Take a look at Jungle Jazz (1927). On the surface, it’s a standard musical short featuring a dog and a cat. But look closer at the 'various weird animals' that capture the protagonists. These creatures don't follow the laws of biology. They are chimeric, their limbs stretching and snapping in ways that suggest a total breakdown of the natural order. When they are 'set upon' by the locals, the violence is rhythmic and hypnotic. The music doesn't soften the blow; it turns the mutilation into a ritual.
This leads me to a debatable opinion: 1920s animation is more authentically surrealist than the works of Salvador Dalí. While Dalí’s dreamscapes are carefully composed and static, the world of Frolics at the Circus (1926) is in a constant state of violent flux. Felix the Cat helping a trainer catch a mouse that chased away an elephant isn't a simple gag. It’s a subversion of power dynamics through physical impossibility. The mouse is the predator; the giant is the victim. The 'frolics' are actually a series of escalating traumas where the very concept of scale is weaponized against the viewer.
We often talk about 'man vs. machine' in the context of The Terminator or The Matrix, but the 1920s short Off His Trolley (1924) got there first. The competition between the jitney bus and the trolley car involves lifting passengers with a derrick. This is mechanical violation. The human body is treated as cargo, a weight to be shifted by cold, iron arms. There is no dignity in this slapstick; there is only the terrifying efficiency of the machine.
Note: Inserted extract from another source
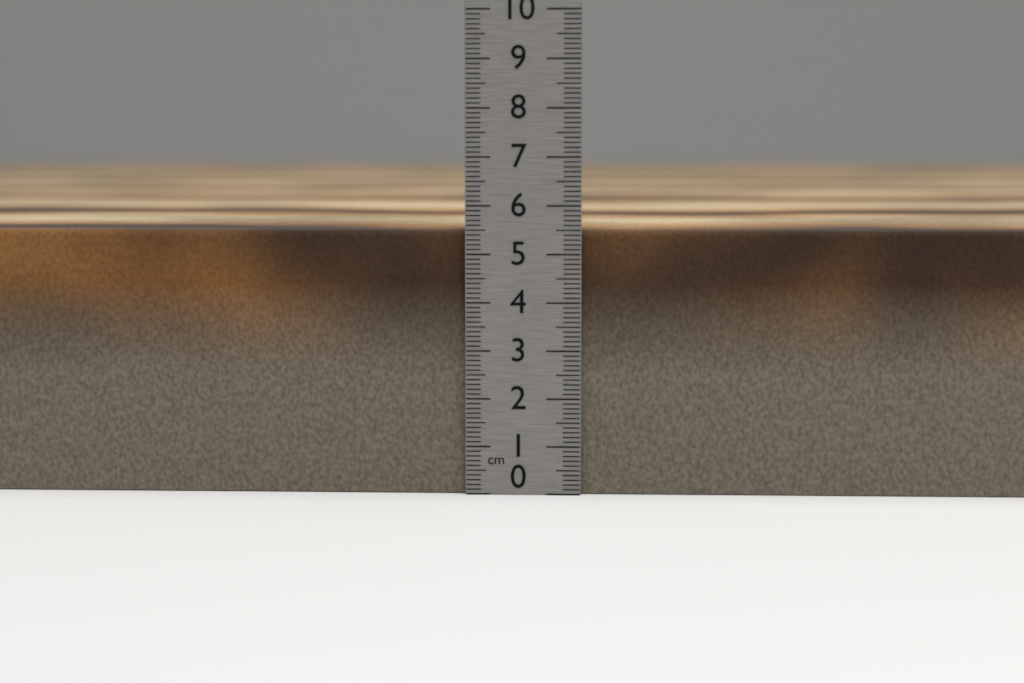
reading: 5.5 cm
Similarly, One Wild Ride (1925) features a taxi business using a horse to pull an engine-less Model T. When the horse is taken, the car becomes a gravity-driven death trap. Farina losing control as the car coasts down a hill is a sequence of pure, unadulterated panic. The comedy comes from the speed, but the horror comes from the lack of brakes. It is the ultimate metaphor for the 'roaring' twenties—a decade hurtling toward a cliff with no engine and no way to stop. The 'engine-less' car is a ghost, a mechanical shell that still functions as a vessel for destruction.
Here is another hard stance: The 'Disney-fication' of animation in the 1930s was a cultural lobotomy. By imposing strict rules of anatomy and 'believable' physics, the industry killed the experimental, nightmarish soul of the medium. The 1920s was a period where an animator could spend five minutes showing a cat's tail detaching itself to become a cane, or a clown's face melting into a pool of ink. This was the true 'wild frontier' of cinema, and it was far more honest about the fragility of the human condition than the polished features that followed.
When we look at Adam Raises Cain or The Wanderer and the Whoozitt, we are looking at the remnants of a lost language. It’s a language of distortion and discomfort. The 'Whoozitt' is a placeholder for the unknowable, a creature that defies categorization. This is the same impulse that drives the best cult cinema—the desire to see something that shouldn't exist, behaving in a way that shouldn't be possible. The 1920s didn't just give us Mickey Mouse; it gave us a blueprint for the grotesque that we have spent the last century trying to suppress.
The tragedy of these films is that so many are lost to time, their nitrate bases literally exploding or melting into vinegar. Jewelled Nights (1925), though a live-action drama, shares that same sense of 'lost' identity, with a high-society woman prospecting in the wilds of Tasmania disguised as a boy. This obsession with disguise, with the fluidity of the self, is the connecting thread between the live-action and animated cults of the era. If you can change your clothes, your gender, or your very species in a single frame, who are you?
We should stop treating 1920s animation as a historical curiosity. It is a warning. It is a reminder that under the skin of our reality, there is only ink and the whim of a creator who might just decide to erase us tomorrow. The next time you watch a modern horror film and feel like something is missing, go back to Ko-Ko. Go back to the inkwell. You’ll find the nightmare you’ve been looking for, waiting behind a door in a house that shouldn't exist.